We use observations of cosmic microwave background anisotropies, supernova luminosities and the baryon acoustic oscillation signal in the galaxy distribution to constrain the cosmological parameters in a simple interacting dark energy model with a time-varying equation of state. Using a Monte Carlo Markov Chain technique we determine the posterior likelihoods. Constraints from the individual data sets are weak, but the combination of the three data sets confines the interaction constant to be less than 23% of the expansion rate of the Universe ; at 95% CL . The CMB acoustic peaks can be well fitted even if the interaction rate is much larger, but this requires a larger or smaller (depending on the sign of interaction) matter density today than in the non-interacting model. Due to this degeneracy between the matter density and the interaction rate, the only observable effect on the CMB is a larger or smaller integrated Sachs-Wolfe (ISW) effect. While SN or BAO data alone do not set any direct constraints on the interaction, they exclude the models with very large matter density, and hence indirectly constrain the interaction rate when jointly analysed with the CMB data. To enable the analysis described in this paper, we present in a companion paper [arXiv:0907.4981] a new systematic analysis of the early radiation era solution to find the adiabatic initial conditions for the Boltzmann integration.

Paper Structure

This paper contains 10 sections, 9 equations, 10 figures, 3 tables.

Figures (10)

  • Figure 1: Marginalized likelihoods for the interacting model with WMAP, WMAP&ACBAR, and WMAP&SN&BAO data. The curves show 68% and 95% CL regions: dotted magenta/grey for WMAP, solid cyan/grey for WMAP&ACBAR, and solid black for WMAP&SN&BAO data.

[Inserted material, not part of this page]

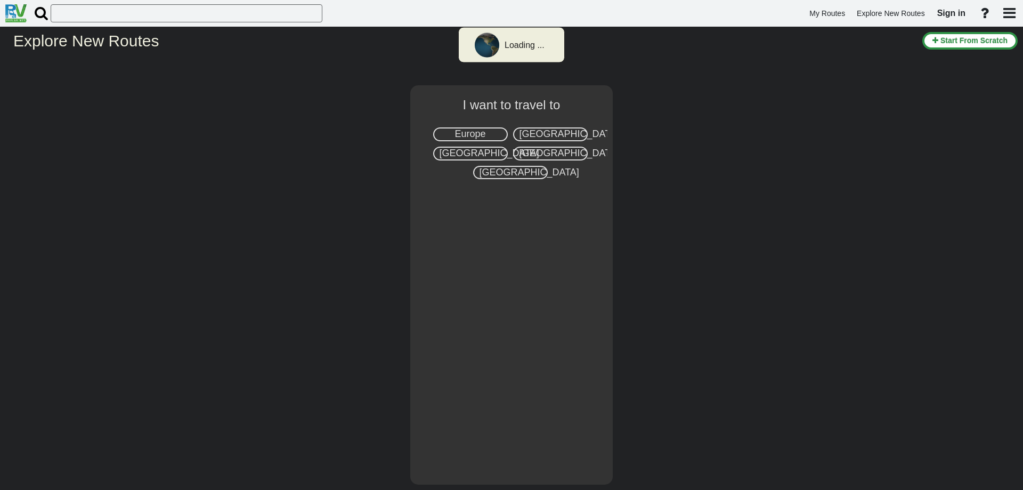 This screenshot has height=490, width=1023. Describe the element at coordinates (16, 13) in the screenshot. I see `img: RvPlanetLogo.png` at that location.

  • Figure 2: Models with most of their parameters equal to the parameters of the best-fitting to WMAP non-interacting model.

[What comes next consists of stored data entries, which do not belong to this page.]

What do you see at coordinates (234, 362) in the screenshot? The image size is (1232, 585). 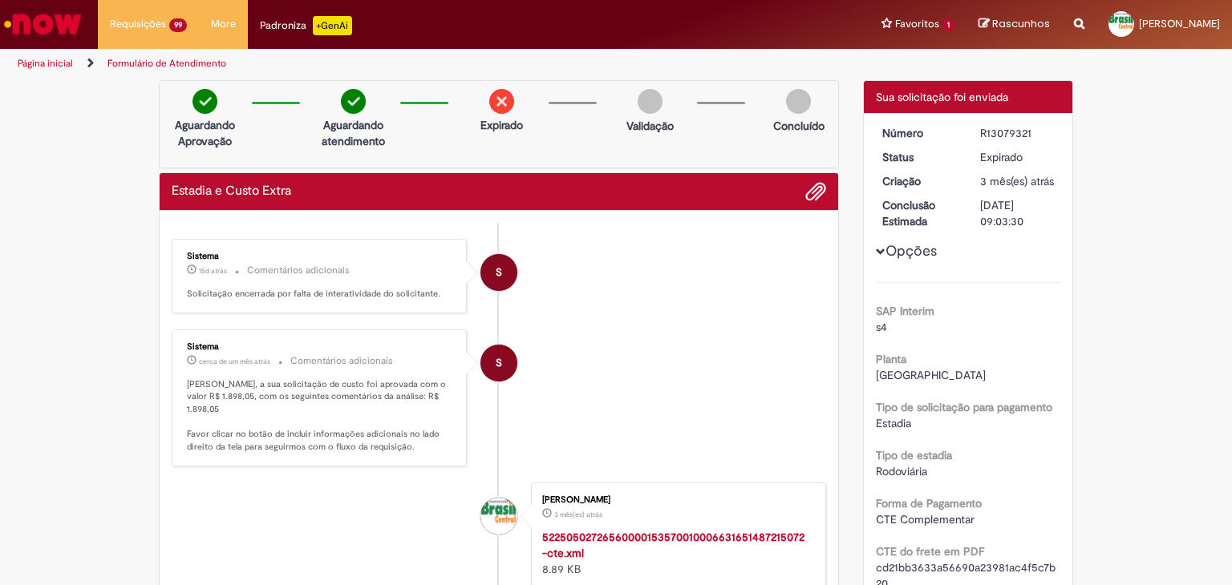 I see `span: cerca de um mês atrás` at bounding box center [234, 362]. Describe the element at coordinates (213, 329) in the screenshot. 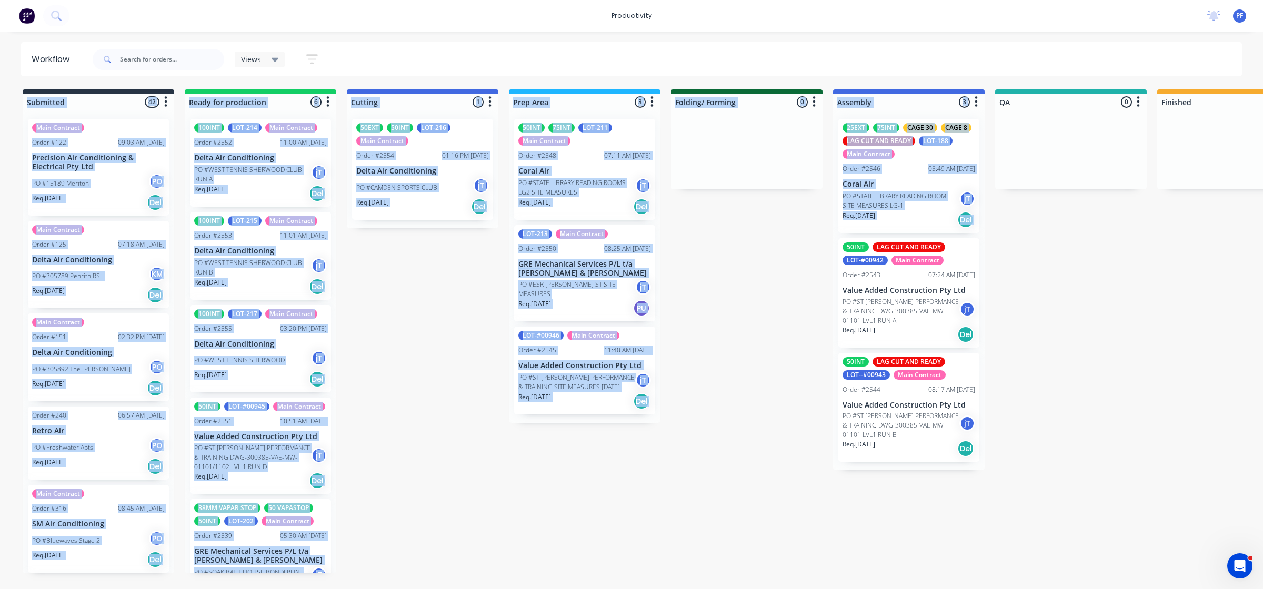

  • Figure 3: Redshift evolution of the ISW source. Dashed vertical lines indicate last scattering ($z \approx 1090$) and the time when the interaction starts to directly modify the evolution of the ISW source ($z \approx 10$).

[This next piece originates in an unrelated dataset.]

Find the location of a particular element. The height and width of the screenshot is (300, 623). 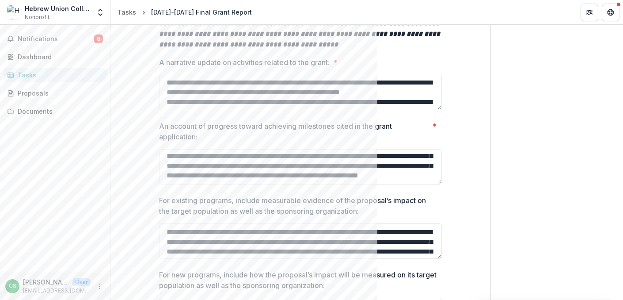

  • Figure 4: 2d marginalized likelihoods for the interacting model with only the WMAP, only the SN, and only the BAO data. The darker blue or red colours indicate 68% CL regions while the lighter blue or red colours indicate 95% CL regions with the SN or BAO data, respectively. The best-fits stand for the best-fitting models in the ranges shown in this figure. Therefore, here the BAO best-fitting model differs from the tabulated one which is at $\Gamma/H_0 = 2.92$; see Table \ref{['table:Models']}.
  • Figure 5: 2d marginalized likelihoods for the interacting model with the WMAP, WMAP&SN, WMAP&BAO and WMAP&SN&BAO data.